As a trial run, the trip to Mtowa was a success. The bikes stood up well to the shocking conditions of the track and we had managed about ten kilometres an hour. I had not hurt myself, and both Benoit and Georges had been helpful companions. But the words of the chief stayed with me, as my first hint of the residual bitterness felt by Congolese for centuries of suffering at the hands of outsiders.

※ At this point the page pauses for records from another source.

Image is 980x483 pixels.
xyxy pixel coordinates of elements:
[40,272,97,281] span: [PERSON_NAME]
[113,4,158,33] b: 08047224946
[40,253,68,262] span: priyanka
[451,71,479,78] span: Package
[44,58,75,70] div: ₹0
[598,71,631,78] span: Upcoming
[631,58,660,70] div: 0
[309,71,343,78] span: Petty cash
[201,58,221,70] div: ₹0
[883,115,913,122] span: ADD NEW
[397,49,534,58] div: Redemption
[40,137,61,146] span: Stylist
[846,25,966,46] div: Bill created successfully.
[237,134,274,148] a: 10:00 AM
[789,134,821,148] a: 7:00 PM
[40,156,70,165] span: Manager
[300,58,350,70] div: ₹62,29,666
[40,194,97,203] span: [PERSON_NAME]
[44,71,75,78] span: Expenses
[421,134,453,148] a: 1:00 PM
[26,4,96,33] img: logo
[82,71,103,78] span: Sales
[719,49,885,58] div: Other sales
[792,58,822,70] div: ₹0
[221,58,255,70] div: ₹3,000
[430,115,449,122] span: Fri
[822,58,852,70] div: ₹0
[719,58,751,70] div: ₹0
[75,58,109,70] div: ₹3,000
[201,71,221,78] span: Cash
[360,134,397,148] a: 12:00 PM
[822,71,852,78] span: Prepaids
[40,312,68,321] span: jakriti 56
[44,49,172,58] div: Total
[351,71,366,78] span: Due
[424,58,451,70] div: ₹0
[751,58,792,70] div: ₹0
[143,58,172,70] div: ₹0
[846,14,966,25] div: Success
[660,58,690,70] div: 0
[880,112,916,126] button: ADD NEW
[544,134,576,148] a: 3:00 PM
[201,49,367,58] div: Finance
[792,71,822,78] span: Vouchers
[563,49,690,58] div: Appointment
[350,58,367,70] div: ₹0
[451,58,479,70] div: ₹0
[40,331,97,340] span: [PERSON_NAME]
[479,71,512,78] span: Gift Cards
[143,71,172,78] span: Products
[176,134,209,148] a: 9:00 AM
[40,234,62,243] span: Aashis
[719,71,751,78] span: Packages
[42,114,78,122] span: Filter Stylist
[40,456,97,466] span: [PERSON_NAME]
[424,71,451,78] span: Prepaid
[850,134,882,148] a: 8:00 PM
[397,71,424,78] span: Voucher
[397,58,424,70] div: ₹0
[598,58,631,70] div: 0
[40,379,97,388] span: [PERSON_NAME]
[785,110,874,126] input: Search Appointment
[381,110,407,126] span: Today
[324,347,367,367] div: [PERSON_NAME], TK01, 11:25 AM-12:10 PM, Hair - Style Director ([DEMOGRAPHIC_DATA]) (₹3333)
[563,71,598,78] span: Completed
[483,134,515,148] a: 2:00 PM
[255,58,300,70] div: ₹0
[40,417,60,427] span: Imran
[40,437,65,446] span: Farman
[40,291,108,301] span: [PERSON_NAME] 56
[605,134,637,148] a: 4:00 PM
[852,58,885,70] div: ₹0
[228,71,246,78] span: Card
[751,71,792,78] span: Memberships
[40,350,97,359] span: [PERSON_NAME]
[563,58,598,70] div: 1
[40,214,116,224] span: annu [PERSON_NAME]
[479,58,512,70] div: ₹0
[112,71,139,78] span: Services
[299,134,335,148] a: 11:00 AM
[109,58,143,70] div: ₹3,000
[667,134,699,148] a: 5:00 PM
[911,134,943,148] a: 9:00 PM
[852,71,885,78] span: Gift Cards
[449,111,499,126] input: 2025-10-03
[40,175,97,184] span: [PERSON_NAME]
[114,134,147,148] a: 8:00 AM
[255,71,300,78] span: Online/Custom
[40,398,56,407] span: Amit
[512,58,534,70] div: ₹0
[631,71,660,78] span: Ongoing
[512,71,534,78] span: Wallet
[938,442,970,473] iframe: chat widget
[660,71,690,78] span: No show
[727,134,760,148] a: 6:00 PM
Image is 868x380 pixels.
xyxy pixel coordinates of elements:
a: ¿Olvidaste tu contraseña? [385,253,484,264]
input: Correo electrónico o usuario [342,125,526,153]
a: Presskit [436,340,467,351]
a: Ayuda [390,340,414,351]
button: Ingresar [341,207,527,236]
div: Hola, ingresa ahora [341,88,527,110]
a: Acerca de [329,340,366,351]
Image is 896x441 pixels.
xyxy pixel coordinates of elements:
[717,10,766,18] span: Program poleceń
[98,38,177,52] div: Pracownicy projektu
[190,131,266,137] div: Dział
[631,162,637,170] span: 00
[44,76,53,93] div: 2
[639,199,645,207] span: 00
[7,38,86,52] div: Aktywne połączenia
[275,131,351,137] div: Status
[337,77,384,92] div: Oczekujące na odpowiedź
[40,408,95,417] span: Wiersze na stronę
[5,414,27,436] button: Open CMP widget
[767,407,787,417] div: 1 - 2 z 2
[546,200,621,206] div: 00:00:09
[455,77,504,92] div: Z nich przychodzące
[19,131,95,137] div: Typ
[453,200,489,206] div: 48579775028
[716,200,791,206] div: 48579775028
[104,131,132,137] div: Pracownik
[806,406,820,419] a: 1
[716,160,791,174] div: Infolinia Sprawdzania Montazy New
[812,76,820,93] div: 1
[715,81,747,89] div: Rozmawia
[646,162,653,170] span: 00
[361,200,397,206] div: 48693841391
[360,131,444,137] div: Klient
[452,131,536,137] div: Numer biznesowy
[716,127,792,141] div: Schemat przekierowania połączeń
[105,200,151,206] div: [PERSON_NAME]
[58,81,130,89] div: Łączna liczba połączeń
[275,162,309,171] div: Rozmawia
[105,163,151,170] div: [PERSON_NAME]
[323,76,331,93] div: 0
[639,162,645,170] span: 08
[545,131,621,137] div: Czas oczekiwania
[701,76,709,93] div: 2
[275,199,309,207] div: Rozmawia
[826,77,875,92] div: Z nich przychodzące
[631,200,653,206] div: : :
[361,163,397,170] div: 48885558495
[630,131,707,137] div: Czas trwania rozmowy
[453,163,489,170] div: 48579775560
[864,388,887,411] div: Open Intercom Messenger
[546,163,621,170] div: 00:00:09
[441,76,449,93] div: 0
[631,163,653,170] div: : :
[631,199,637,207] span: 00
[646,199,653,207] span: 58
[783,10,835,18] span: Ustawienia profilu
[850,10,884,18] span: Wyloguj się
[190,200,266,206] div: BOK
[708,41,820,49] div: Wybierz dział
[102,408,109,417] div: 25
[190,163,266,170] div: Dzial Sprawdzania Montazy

The old man might have been drunk, but he was right. Outsiders have robbed and exploited the people of the Congo ever since the days of the first European and Arab slavers. The territory that Stanley staked in the name of Leopold witnessed what many regard as the first genocide of the modern era, when millions of Congolese were effectively worked to death trying to meet the colonialists’ almost insatiable demand for resources, most notably rubber. And since independence, foreign powers have toyed with the Congo, stripping its mineral assets and exploiting its strategic position, never mindful of the suffering inflicted on its people. And that really was the point. At every stage of its bloody history, outsiders have tended to treat Congolese as somehow sub-human, not worthy of the consideration they would expect for themselves. For progress to be made, outsiders must treat Congolese as equals and they could do worse than follow the example of an amazing white woman I discovered after we got back to Kalemie.
It took some time to track down the town’s last white, Belgian resident. Michel had lived there for two years, but he had only ever heard mention of the mysterious woman, who kept herself to herself, living in an old villa on the hill behind the main church.